Catholics and Evangelicals To Bush: Save Your Moral Legacy


As President Bush prepares to give his final State of the Union address Monday, prominent Catholic and evangelical leaders challenged the president to use the next year working to salvage his moral legacy on war, torture, poverty and global climate change.

In a media briefing organized by Faith in Public Life and Catholics in Alliance for the Common Good, Fr. Larry Snyder, president of Catholic Charities USA; Ron Sider, president of Evangelicals for Social Action; Rev. David Gushee, president of Evangelicals for Human Rights; Sister Anne Curtis, Leadership Team, Institute for the Sisters of Mercy of the Americas and Rev. Paul de Vries, board member of the National Association of Evangelicals, urged Bush to close the glaring divide between his “compassionate conservative” rhetoric and the reality of public policies that have left behind the poor and most vulnerable.

Fr. Larry Synder of Catholic Charities USA, said his organization helped nearly 8 million people last year and requests for basic needs such as food and shelter have increased at an alarming rate. “The federal government must do its part,” he said. “Agencies like Catholic Charities can’t do it alone.” He called Bush’s veto of children’s health insurance legislation (SCHIP) “unacceptable” and emphasized that “all human beings should be able to live with dignity and respect.” Catholic Charities USA is leading a national Campaign to Reduce Poverty, which has a goal of cutting poverty in half by 2020.
Sister Anne Curtis, representing over 4,300 Sisters of Mercy serving around the world, spoke about her recent trip to Lebanon and Syria with a Catholic Relief Services’ delegation that visited Iraqi refugees in those countries. According to the U.N. High Commissioner for Refugees, there are now almost 2 million Iraqi refugees internally displaced in Iraq and over 2 million in Syria and Lebanon.
“We came face to face with the humanitarian consequences of the war in Iraq,” Sr. Curtis said. “I felt great shame and sorrow as a citizen of the U.S. President Bush has a moral obligation to end the war, aid the refugees and provide the necessary funding for humanitarian assistance.”
Listen to the full media briefing here.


> [What is required]: Your response should reproduce every line of the entries that contains the word "result".

> [Data for analysis]:
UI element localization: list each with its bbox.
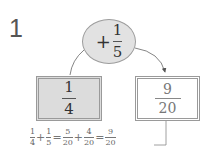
arrow-to-result-box [135,48,165,72]
result-to-equation-line [154,121,166,145]
eq-equals: = [52,131,61,144]
start-numerator: 1 [64,80,74,95]
eq-term-3: 5 20 [63,128,73,147]
fraction-bar [62,98,76,99]
eq-term-1: 1 4 [30,128,35,147]
eq-equals: = [95,131,104,144]
fraction-bar [113,41,123,42]
operator-denominator: 5 [113,45,123,60]
operator-label: + 1 5 [82,19,136,64]
operator-fraction: 1 5 [113,23,123,60]
eq-denominator: 20 [84,139,94,147]
eq-numerator: 4 [87,128,92,136]
eq-numerator: 9 [108,128,113,136]
operator-numerator: 1 [113,23,123,38]
result-denominator: 20 [159,101,177,115]
eq-denominator: 5 [46,139,51,147]
eq-numerator: 1 [30,128,35,136]
fraction-bar [155,98,181,99]
result-numerator: 9 [163,82,172,96]
eq-numerator: 5 [65,128,70,136]
eq-term-5: 9 20 [105,128,115,147]
start-value: 1 4 [36,76,102,121]
eq-plus: + [74,131,83,144]
result-fraction: 9 20 [155,82,181,115]
eq-plus: + [36,131,45,144]
eq-term-4: 4 20 [84,128,94,147]
eq-numerator: 1 [46,128,51,136]
eq-denominator: 20 [63,139,73,147]
start-denominator: 4 [64,102,74,117]
result-value: 9 20 [135,76,200,121]
eq-term-2: 1 5 [46,128,51,147]
eq-denominator: 4 [30,139,35,147]
operator-sign: + [96,31,111,52]
worked-equation: 1 4 + 1 5 = 5 20 + 4 20 = 9 20 [30,128,116,147]
start-fraction: 1 4 [62,80,76,117]
eq-denominator: 20 [105,139,115,147]
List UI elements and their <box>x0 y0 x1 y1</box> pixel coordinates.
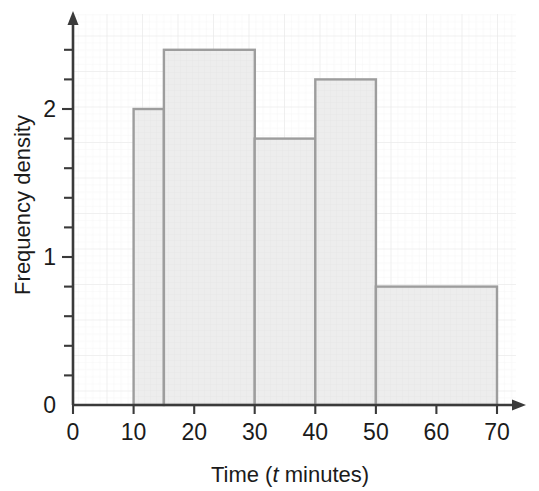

> [Solution to this exercise]:
arrow-to-result-box [135,48,165,72]
result-to-equation-line [154,121,166,145]
result-denominator: 20 [159,101,177,115]
result-numerator: 9 [163,82,172,96]
result-fraction: 9 20 [155,82,181,115]
result-value: 9 20 [135,76,200,121]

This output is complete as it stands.